Innovations in energy storage will make renewables like solar power less expensive and more reliable.
Innovations in energy storage will make renewables like solar power less expensive and more reliable.
At the end of a long day in the field, Jennifer Glass’ students were covered in mud and bug bites but excited at having new samples to analyze. The team took the core samples back to their lab in Atlanta, where they hope to answer questions about the Earth’s ability to cope with greenhouse gas emissions. From left to right are Chloe Stanton, Amanda Cavazos, Melissa Warren, and Jennifer Glass. For more on their trek to Sapelo, see the Explorers story on page 38. To watch the team at work, see The Explorers story, At the Coast.
Walking in the Sapelo marsh is hard work. The mud sucked the team’s rubber boots into the ground. Their slog churned the soil and released sulfur odors into the air. Once in the marsh, Jennifer Glass and her students hammered a threefoot- long PVC pipe into the ground to collect a soil sample. To remove the sample, the team had to get dirty. The students plunged their hands into the soil, elbow deep, and dug the pipe free from the mud’s grip. Chloe Stanton (left) and Melissa Warren hold a fresh core sample, while Amanda Cavazos (back, right) looks on.
In the summer of 2014, Georgia Tech scientists traveled to Sapelo Island, a barrier island along the Georgia coast. Sapelo, famous for its swampy beauty, is accessible only by boat or airplane and remains largely wild. Ecologists from faraway countries have been studying the Sapelo salt marsh since the 1950s. Jennifer Glass, an assistant professor in the School of Earth and Atmospheric Sciences, visited Sapelo in July with her team of students to study the microorganisms in Sapelo’s marshes and water.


▶ **Exercise directions**
Copy out the full listing that comes next, exactly.

=== Begin Enclosure ===

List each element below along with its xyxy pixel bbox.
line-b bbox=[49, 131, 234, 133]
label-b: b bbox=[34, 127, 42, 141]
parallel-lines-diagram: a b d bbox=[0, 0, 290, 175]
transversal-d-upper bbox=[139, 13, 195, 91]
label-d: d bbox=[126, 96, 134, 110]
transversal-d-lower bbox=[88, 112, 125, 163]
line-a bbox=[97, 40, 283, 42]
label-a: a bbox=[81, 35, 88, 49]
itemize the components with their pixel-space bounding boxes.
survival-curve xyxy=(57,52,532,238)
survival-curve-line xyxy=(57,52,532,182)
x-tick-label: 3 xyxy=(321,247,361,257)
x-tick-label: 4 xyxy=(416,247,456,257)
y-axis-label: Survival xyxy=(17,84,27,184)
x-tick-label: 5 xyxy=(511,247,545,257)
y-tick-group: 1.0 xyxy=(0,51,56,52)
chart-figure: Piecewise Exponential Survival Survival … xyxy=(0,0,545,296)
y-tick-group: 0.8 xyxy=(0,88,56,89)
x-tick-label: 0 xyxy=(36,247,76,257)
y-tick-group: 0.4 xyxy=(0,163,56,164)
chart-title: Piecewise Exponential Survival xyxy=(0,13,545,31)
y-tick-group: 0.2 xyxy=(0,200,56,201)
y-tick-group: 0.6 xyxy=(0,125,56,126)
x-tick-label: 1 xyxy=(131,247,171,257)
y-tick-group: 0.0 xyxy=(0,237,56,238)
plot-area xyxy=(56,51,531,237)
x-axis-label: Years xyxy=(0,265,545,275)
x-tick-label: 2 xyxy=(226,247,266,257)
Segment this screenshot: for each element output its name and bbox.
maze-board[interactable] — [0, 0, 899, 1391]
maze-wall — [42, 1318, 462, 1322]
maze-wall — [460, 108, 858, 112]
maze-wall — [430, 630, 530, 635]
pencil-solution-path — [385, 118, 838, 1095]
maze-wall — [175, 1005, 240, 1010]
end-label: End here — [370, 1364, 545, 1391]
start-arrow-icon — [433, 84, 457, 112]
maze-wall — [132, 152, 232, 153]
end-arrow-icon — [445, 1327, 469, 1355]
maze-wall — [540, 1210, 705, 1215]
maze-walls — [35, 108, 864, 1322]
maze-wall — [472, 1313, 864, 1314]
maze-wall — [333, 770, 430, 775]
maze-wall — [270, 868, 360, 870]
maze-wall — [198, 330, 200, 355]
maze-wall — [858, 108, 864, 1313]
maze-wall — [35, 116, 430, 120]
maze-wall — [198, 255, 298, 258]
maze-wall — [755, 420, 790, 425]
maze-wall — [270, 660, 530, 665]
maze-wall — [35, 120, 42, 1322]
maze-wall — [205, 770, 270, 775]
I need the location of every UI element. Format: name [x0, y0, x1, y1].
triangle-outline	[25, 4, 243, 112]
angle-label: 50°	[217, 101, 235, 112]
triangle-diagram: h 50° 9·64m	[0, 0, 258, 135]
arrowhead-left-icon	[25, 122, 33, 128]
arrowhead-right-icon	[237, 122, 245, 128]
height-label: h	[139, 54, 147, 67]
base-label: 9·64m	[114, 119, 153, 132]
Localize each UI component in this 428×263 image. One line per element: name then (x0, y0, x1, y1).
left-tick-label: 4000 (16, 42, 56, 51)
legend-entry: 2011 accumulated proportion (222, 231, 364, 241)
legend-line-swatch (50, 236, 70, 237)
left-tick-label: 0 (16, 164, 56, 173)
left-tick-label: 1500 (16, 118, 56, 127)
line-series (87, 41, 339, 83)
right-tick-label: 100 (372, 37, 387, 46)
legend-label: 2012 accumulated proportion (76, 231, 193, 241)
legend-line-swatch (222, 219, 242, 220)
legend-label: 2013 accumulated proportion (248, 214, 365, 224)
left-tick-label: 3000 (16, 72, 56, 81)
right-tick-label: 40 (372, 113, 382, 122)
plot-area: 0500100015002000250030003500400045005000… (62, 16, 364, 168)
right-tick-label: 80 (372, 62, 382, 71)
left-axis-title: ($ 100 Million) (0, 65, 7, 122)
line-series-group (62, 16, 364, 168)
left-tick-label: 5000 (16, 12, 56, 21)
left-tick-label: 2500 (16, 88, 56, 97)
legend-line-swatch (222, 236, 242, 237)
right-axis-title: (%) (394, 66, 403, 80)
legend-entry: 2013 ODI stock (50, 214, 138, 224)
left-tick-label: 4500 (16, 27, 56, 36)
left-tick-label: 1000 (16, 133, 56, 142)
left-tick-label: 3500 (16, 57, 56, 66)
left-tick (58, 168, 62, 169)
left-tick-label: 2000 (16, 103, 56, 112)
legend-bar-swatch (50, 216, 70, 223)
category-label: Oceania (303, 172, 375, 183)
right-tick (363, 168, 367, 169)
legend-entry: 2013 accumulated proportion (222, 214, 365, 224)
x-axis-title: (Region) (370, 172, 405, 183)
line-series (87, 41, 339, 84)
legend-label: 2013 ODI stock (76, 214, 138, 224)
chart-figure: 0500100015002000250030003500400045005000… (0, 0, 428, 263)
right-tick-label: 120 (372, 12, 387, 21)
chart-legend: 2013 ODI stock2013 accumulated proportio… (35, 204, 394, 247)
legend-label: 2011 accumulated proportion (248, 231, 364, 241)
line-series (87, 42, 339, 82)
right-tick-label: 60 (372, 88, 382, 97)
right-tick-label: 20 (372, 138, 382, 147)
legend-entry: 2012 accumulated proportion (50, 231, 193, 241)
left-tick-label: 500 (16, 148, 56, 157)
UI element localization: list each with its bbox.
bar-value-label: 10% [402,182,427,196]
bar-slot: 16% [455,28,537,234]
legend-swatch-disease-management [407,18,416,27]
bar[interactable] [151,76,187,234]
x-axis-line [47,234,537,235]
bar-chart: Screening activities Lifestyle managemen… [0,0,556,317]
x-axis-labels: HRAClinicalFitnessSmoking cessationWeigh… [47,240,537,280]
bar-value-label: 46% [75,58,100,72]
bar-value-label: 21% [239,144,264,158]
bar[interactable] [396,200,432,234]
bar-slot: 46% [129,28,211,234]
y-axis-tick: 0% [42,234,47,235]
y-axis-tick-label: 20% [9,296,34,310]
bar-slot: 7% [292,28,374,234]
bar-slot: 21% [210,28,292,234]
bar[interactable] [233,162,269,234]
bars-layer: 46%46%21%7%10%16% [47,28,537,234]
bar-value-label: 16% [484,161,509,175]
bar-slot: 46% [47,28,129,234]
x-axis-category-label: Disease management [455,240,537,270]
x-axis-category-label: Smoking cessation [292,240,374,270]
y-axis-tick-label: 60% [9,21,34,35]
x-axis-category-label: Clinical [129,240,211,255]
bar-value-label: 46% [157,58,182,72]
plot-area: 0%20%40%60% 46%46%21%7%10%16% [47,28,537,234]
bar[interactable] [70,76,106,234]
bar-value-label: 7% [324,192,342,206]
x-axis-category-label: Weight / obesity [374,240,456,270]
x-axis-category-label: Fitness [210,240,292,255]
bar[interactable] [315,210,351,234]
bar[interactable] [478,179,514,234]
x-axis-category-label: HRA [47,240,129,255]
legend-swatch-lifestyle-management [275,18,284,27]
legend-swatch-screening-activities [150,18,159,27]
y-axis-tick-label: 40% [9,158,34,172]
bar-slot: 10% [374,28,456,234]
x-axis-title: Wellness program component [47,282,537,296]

=== End Enclosure ===

▶ **Response below**
List each element below along with its xyxy pixel bbox.
line-b bbox=[49, 131, 234, 133]
label-b: b bbox=[34, 127, 42, 141]
parallel-lines-diagram: a b d bbox=[0, 0, 290, 175]
transversal-d-upper bbox=[139, 13, 195, 91]
label-d: d bbox=[126, 96, 134, 110]
transversal-d-lower bbox=[88, 112, 125, 163]
line-a bbox=[97, 40, 283, 42]
label-a: a bbox=[81, 35, 88, 49]
itemize the components with their pixel-space bounding boxes.
survival-curve xyxy=(57,52,532,238)
survival-curve-line xyxy=(57,52,532,182)
x-tick-label: 3 xyxy=(321,247,361,257)
x-tick-label: 4 xyxy=(416,247,456,257)
y-axis-label: Survival xyxy=(17,84,27,184)
x-tick-label: 5 xyxy=(511,247,545,257)
y-tick-group: 1.0 xyxy=(0,51,56,52)
chart-figure: Piecewise Exponential Survival Survival … xyxy=(0,0,545,296)
y-tick-group: 0.8 xyxy=(0,88,56,89)
x-tick-label: 0 xyxy=(36,247,76,257)
y-tick-group: 0.4 xyxy=(0,163,56,164)
chart-title: Piecewise Exponential Survival xyxy=(0,13,545,31)
y-tick-group: 0.2 xyxy=(0,200,56,201)
y-tick-group: 0.6 xyxy=(0,125,56,126)
x-tick-label: 1 xyxy=(131,247,171,257)
y-tick-group: 0.0 xyxy=(0,237,56,238)
plot-area xyxy=(56,51,531,237)
x-axis-label: Years xyxy=(0,265,545,275)
x-tick-label: 2 xyxy=(226,247,266,257)
Segment this screenshot: for each element output its name and bbox.
maze-board[interactable] — [0, 0, 899, 1391]
maze-wall — [42, 1318, 462, 1322]
maze-wall — [460, 108, 858, 112]
maze-wall — [430, 630, 530, 635]
pencil-solution-path — [385, 118, 838, 1095]
maze-wall — [175, 1005, 240, 1010]
end-label: End here — [370, 1364, 545, 1391]
start-arrow-icon — [433, 84, 457, 112]
maze-wall — [132, 152, 232, 153]
end-arrow-icon — [445, 1327, 469, 1355]
maze-wall — [540, 1210, 705, 1215]
maze-walls — [35, 108, 864, 1322]
maze-wall — [472, 1313, 864, 1314]
maze-wall — [333, 770, 430, 775]
maze-wall — [270, 868, 360, 870]
maze-wall — [198, 330, 200, 355]
maze-wall — [858, 108, 864, 1313]
maze-wall — [35, 116, 430, 120]
maze-wall — [198, 255, 298, 258]
maze-wall — [755, 420, 790, 425]
maze-wall — [270, 660, 530, 665]
maze-wall — [35, 120, 42, 1322]
maze-wall — [205, 770, 270, 775]
I need the location of every UI element. Format: name [x0, y0, x1, y1].
triangle-outline	[25, 4, 243, 112]
angle-label: 50°	[217, 101, 235, 112]
triangle-diagram: h 50° 9·64m	[0, 0, 258, 135]
arrowhead-left-icon	[25, 122, 33, 128]
arrowhead-right-icon	[237, 122, 245, 128]
height-label: h	[139, 54, 147, 67]
base-label: 9·64m	[114, 119, 153, 132]
Localize each UI component in this 428×263 image. One line per element: name then (x0, y0, x1, y1).
left-tick-label: 4000 (16, 42, 56, 51)
legend-entry: 2011 accumulated proportion (222, 231, 364, 241)
legend-line-swatch (50, 236, 70, 237)
left-tick-label: 0 (16, 164, 56, 173)
left-tick-label: 1500 (16, 118, 56, 127)
line-series (87, 41, 339, 83)
right-tick-label: 100 (372, 37, 387, 46)
legend-label: 2012 accumulated proportion (76, 231, 193, 241)
legend-line-swatch (222, 219, 242, 220)
legend-label: 2013 accumulated proportion (248, 214, 365, 224)
left-tick-label: 3000 (16, 72, 56, 81)
right-tick-label: 40 (372, 113, 382, 122)
plot-area: 0500100015002000250030003500400045005000… (62, 16, 364, 168)
right-tick-label: 80 (372, 62, 382, 71)
left-axis-title: ($ 100 Million) (0, 65, 7, 122)
line-series-group (62, 16, 364, 168)
left-tick-label: 5000 (16, 12, 56, 21)
left-tick-label: 2500 (16, 88, 56, 97)
legend-line-swatch (222, 236, 242, 237)
right-axis-title: (%) (394, 66, 403, 80)
legend-entry: 2013 ODI stock (50, 214, 138, 224)
left-tick-label: 4500 (16, 27, 56, 36)
left-tick-label: 1000 (16, 133, 56, 142)
left-tick-label: 3500 (16, 57, 56, 66)
left-tick (58, 168, 62, 169)
left-tick-label: 2000 (16, 103, 56, 112)
legend-bar-swatch (50, 216, 70, 223)
category-label: Oceania (303, 172, 375, 183)
right-tick (363, 168, 367, 169)
legend-entry: 2013 accumulated proportion (222, 214, 365, 224)
x-axis-title: (Region) (370, 172, 405, 183)
line-series (87, 41, 339, 84)
legend-label: 2013 ODI stock (76, 214, 138, 224)
chart-figure: 0500100015002000250030003500400045005000… (0, 0, 428, 263)
right-tick-label: 120 (372, 12, 387, 21)
chart-legend: 2013 ODI stock2013 accumulated proportio… (35, 204, 394, 247)
legend-label: 2011 accumulated proportion (248, 231, 364, 241)
line-series (87, 42, 339, 82)
right-tick-label: 60 (372, 88, 382, 97)
right-tick-label: 20 (372, 138, 382, 147)
legend-entry: 2012 accumulated proportion (50, 231, 193, 241)
left-tick-label: 500 (16, 148, 56, 157)
UI element localization: list each with its bbox.
bar-value-label: 10% [402,182,427,196]
bar-slot: 16% [455,28,537,234]
legend-swatch-disease-management [407,18,416,27]
bar[interactable] [151,76,187,234]
x-axis-line [47,234,537,235]
bar-chart: Screening activities Lifestyle managemen… [0,0,556,317]
x-axis-labels: HRAClinicalFitnessSmoking cessationWeigh… [47,240,537,280]
bar-value-label: 46% [75,58,100,72]
bar-value-label: 21% [239,144,264,158]
bar[interactable] [396,200,432,234]
bar-slot: 46% [129,28,211,234]
y-axis-tick: 0% [42,234,47,235]
y-axis-tick-label: 20% [9,296,34,310]
bar-slot: 7% [292,28,374,234]
bar-slot: 21% [210,28,292,234]
bar[interactable] [233,162,269,234]
bars-layer: 46%46%21%7%10%16% [47,28,537,234]
bar-value-label: 16% [484,161,509,175]
bar-slot: 46% [47,28,129,234]
x-axis-category-label: Disease management [455,240,537,270]
x-axis-category-label: Smoking cessation [292,240,374,270]
y-axis-tick-label: 60% [9,21,34,35]
x-axis-category-label: Clinical [129,240,211,255]
bar-value-label: 46% [157,58,182,72]
plot-area: 0%20%40%60% 46%46%21%7%10%16% [47,28,537,234]
bar[interactable] [70,76,106,234]
bar-value-label: 7% [324,192,342,206]
x-axis-category-label: Weight / obesity [374,240,456,270]
x-axis-category-label: Fitness [210,240,292,255]
bar[interactable] [315,210,351,234]
bar[interactable] [478,179,514,234]
x-axis-category-label: HRA [47,240,129,255]
legend-swatch-lifestyle-management [275,18,284,27]
legend-swatch-screening-activities [150,18,159,27]
y-axis-tick-label: 40% [9,158,34,172]
bar-slot: 10% [374,28,456,234]
x-axis-title: Wellness program component [47,282,537,296]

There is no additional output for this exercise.